What is an easement?
Easements refer to the right of one property owner to use the property of another. Homeowners often require an easement to access their land. Without it, they would be landlocked.
Types of easements
The most common type of easement is used for ingress and egress. This type of easement creates a right of way allowing one property owner to transverse a portion of another’s land to access their property.
For example, Sally cannot reach her property from a public road without crossing over Juan’s property. An easement for ingress and egress would allow Sally to reach her home.
An easement creates a tenement relationship between two parcels of real estate since it:
- benefits one property, referred to as a dominant tenement, whose owner is entitled to the easement; and
- burdens another property, referred to as a servient tenement, the owner’s use of which is subject to the easement.
When an owner whose property is burdened by an easement interferes with the use of the easement by a neighbor whose property benefits from the easement, the neighbor is entitled to have the use of the easement reinstated. The easement is reinstated by removal, relocation or modification of the interference.
Further, the neighbor who holds the easement is entitled to compensation for their money losses caused by the servient tenement owner’s obstruction of the neighbor’s use of the easement. [Moylan v. Dykes (1986) 181 CA3d 561]
An easement burdening an owner’s property as an encumbrance on their title is classified as either:
- an appurtenant easement, meaning the allowed use belongs to and benefits an adjacent property and is said to run with the land as an interest the adjacent property holds in the burdened real estate; or
- an easement in gross, meaning it belongs to an individual, not land, as their personal right to a specified use of the burdened real estate.
An appurtenant easement is incidental to the title of the property which benefits from its use. An easement is not reflected as a recorded interest on the title to the parcel of land it benefits. Nor is it a personal right held by a particular individual who may now or have previously owned the parcel benefiting from the easement.
Accordingly, an appurtenant easement is recorded as an encumbrance on title to the burdened property. The easement remains on the property’s title after a conveyance to new owners of either the benefitting or burdened property. To be enforceable, the easement does not need to be referenced in the grant deed conveying either property to new owners since it runs with the land. [Moylan, supra]
Conversely, an easement in gross benefits a particular person and is held only by the individual who may use the easement. No parcel of real estate may benefit from an easement in gross since only the individual holding the easement can benefit.
An easement in gross is not transferred with the sale of real estate owned by the holder of the easement. However, the right can be transferred by the easement holder to another person in writing – unless the transfer of the easement in gross is prohibited by a provision in the document creating the easement. [LeDeit v. Ehlert (1962) 205 CA2nd 154]
A property owner cannot acquire a prescriptive right to air, light, or an unaltered view over neighboring properties. However, property owners can hold an easement created by a grant which restricts a neighbor’s ability to erect or maintain any improvement which interferes with the owner’s right to air, light or view. These types of easements can only be established by written agreement between neighboring owners, not by implication or prescription. [Petersen, supra]
Similarly, solar easements are a relatively recent type of easement established with the intent of encouraging the productive use of solar energy systems as a matter of public policy. A solar easement granted in a written instrument needs to state:
- the measured angles by which sunlight is to pass;
- the hours of the day during which the easement is effective;
- the limitations on any object which would impair the passage of sunlight through the easement; and
- the terms for terminating or revising the easement. [Calif. Civil Code 801.5]
Solar easements are similar to easements of light, air or view since they restrict an owner’s ability to maintain any improvements interfering with a neighbor’s solar energy system. [See RPI Form 322]
A conservation easement is a voluntary conveyance of the right to keep the land in its natural, scenic, historical, agricultural, forested, or open space condition. It is conveyed by an owner of real estate to a conservation organization or government agency. Conservation easements are perpetual in duration and are binding on all successive owners of all property burdened by the easement. [CC §§815.1, 815.2 (b)]
History behind the Word
“Easement” is an Anglo-Norman term coined in the late 14th century. It comes from the Old French word aisement meaning “comfort, convenience, use and enjoyment” and from aisier meaning “to ease.” The current meaning of the word, which is the legal right of one property owner to use the property of another, was first used in the early 15th century.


_REQUIRED ACTION_
Copy all of the records below verbatim.

Excerpts from a dataset:
——————————

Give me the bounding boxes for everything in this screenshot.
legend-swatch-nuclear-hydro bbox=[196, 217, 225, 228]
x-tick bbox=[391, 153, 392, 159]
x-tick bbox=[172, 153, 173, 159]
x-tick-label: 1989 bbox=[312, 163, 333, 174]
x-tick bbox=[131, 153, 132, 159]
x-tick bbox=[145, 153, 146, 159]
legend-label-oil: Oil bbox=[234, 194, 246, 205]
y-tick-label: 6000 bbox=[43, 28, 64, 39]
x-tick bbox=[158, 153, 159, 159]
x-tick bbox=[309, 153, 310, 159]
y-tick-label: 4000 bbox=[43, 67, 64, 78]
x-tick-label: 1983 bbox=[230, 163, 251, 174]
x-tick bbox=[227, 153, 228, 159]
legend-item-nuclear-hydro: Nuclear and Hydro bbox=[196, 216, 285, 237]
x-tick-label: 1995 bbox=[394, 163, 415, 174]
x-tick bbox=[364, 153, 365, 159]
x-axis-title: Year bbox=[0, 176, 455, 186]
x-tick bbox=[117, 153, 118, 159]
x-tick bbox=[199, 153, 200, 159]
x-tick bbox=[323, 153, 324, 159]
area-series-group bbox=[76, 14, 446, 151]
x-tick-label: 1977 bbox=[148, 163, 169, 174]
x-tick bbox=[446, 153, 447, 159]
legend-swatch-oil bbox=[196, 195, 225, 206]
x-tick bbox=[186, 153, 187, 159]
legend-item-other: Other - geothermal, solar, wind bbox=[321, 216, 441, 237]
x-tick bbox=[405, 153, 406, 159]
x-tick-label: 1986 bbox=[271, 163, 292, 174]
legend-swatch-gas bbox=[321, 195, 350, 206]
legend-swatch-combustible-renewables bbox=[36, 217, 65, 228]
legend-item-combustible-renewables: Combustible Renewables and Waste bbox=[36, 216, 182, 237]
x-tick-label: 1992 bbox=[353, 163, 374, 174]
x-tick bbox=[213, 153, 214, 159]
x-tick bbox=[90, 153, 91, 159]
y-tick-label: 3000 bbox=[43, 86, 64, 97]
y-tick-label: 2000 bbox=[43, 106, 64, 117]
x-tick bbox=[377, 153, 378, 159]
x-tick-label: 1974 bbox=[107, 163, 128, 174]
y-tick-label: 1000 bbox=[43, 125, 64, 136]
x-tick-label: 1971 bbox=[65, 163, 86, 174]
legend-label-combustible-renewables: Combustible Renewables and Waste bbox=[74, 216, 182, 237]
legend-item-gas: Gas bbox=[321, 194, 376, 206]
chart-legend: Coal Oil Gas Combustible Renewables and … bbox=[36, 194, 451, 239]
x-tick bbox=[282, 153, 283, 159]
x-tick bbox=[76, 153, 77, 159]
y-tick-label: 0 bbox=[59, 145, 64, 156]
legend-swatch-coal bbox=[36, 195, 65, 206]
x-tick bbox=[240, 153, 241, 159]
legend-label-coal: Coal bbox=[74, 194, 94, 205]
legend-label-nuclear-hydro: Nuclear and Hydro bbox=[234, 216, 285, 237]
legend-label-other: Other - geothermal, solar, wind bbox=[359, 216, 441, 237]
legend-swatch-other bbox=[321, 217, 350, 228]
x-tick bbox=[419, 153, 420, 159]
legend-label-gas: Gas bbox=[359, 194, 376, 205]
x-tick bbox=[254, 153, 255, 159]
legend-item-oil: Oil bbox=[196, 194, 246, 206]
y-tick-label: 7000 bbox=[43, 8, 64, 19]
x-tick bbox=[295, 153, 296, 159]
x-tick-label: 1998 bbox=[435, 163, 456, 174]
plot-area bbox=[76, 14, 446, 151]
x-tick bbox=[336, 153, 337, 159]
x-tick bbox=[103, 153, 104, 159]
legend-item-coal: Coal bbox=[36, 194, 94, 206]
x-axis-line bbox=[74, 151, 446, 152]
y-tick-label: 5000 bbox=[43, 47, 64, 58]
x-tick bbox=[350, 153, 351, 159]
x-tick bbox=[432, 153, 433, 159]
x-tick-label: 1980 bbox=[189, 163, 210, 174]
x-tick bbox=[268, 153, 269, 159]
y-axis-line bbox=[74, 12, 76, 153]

——————————

_ANSWER FOR THIS EXERCISE_
Give me the bounding boxes for everything in this screenshot.
legend-swatch-nuclear-hydro bbox=[196, 217, 225, 228]
x-tick bbox=[391, 153, 392, 159]
x-tick bbox=[172, 153, 173, 159]
x-tick-label: 1989 bbox=[312, 163, 333, 174]
x-tick bbox=[131, 153, 132, 159]
x-tick bbox=[145, 153, 146, 159]
legend-label-oil: Oil bbox=[234, 194, 246, 205]
y-tick-label: 6000 bbox=[43, 28, 64, 39]
x-tick bbox=[158, 153, 159, 159]
x-tick bbox=[309, 153, 310, 159]
y-tick-label: 4000 bbox=[43, 67, 64, 78]
x-tick-label: 1983 bbox=[230, 163, 251, 174]
x-tick bbox=[227, 153, 228, 159]
legend-item-nuclear-hydro: Nuclear and Hydro bbox=[196, 216, 285, 237]
x-tick-label: 1995 bbox=[394, 163, 415, 174]
x-tick bbox=[364, 153, 365, 159]
x-axis-title: Year bbox=[0, 176, 455, 186]
x-tick bbox=[117, 153, 118, 159]
x-tick bbox=[199, 153, 200, 159]
x-tick bbox=[323, 153, 324, 159]
area-series-group bbox=[76, 14, 446, 151]
x-tick-label: 1977 bbox=[148, 163, 169, 174]
x-tick bbox=[446, 153, 447, 159]
legend-swatch-oil bbox=[196, 195, 225, 206]
x-tick bbox=[186, 153, 187, 159]
legend-item-other: Other - geothermal, solar, wind bbox=[321, 216, 441, 237]
x-tick bbox=[405, 153, 406, 159]
x-tick-label: 1986 bbox=[271, 163, 292, 174]
legend-swatch-gas bbox=[321, 195, 350, 206]
legend-swatch-combustible-renewables bbox=[36, 217, 65, 228]
legend-item-combustible-renewables: Combustible Renewables and Waste bbox=[36, 216, 182, 237]
x-tick-label: 1992 bbox=[353, 163, 374, 174]
x-tick bbox=[213, 153, 214, 159]
x-tick bbox=[90, 153, 91, 159]
y-tick-label: 3000 bbox=[43, 86, 64, 97]
y-tick-label: 2000 bbox=[43, 106, 64, 117]
x-tick bbox=[377, 153, 378, 159]
x-tick-label: 1974 bbox=[107, 163, 128, 174]
y-tick-label: 1000 bbox=[43, 125, 64, 136]
x-tick-label: 1971 bbox=[65, 163, 86, 174]
legend-label-combustible-renewables: Combustible Renewables and Waste bbox=[74, 216, 182, 237]
legend-item-gas: Gas bbox=[321, 194, 376, 206]
chart-legend: Coal Oil Gas Combustible Renewables and … bbox=[36, 194, 451, 239]
x-tick bbox=[282, 153, 283, 159]
x-tick bbox=[76, 153, 77, 159]
y-tick-label: 0 bbox=[59, 145, 64, 156]
legend-swatch-coal bbox=[36, 195, 65, 206]
x-tick bbox=[240, 153, 241, 159]
legend-label-coal: Coal bbox=[74, 194, 94, 205]
legend-label-nuclear-hydro: Nuclear and Hydro bbox=[234, 216, 285, 237]
legend-label-other: Other - geothermal, solar, wind bbox=[359, 216, 441, 237]
legend-swatch-other bbox=[321, 217, 350, 228]
x-tick bbox=[419, 153, 420, 159]
legend-label-gas: Gas bbox=[359, 194, 376, 205]
x-tick bbox=[254, 153, 255, 159]
legend-item-oil: Oil bbox=[196, 194, 246, 206]
y-tick-label: 7000 bbox=[43, 8, 64, 19]
x-tick bbox=[295, 153, 296, 159]
x-tick-label: 1998 bbox=[435, 163, 456, 174]
plot-area bbox=[76, 14, 446, 151]
x-tick bbox=[336, 153, 337, 159]
x-tick bbox=[103, 153, 104, 159]
legend-item-coal: Coal bbox=[36, 194, 94, 206]
x-axis-line bbox=[74, 151, 446, 152]
y-tick-label: 5000 bbox=[43, 47, 64, 58]
x-tick bbox=[350, 153, 351, 159]
x-tick bbox=[432, 153, 433, 159]
x-tick-label: 1980 bbox=[189, 163, 210, 174]
x-tick bbox=[268, 153, 269, 159]
y-axis-line bbox=[74, 12, 76, 153]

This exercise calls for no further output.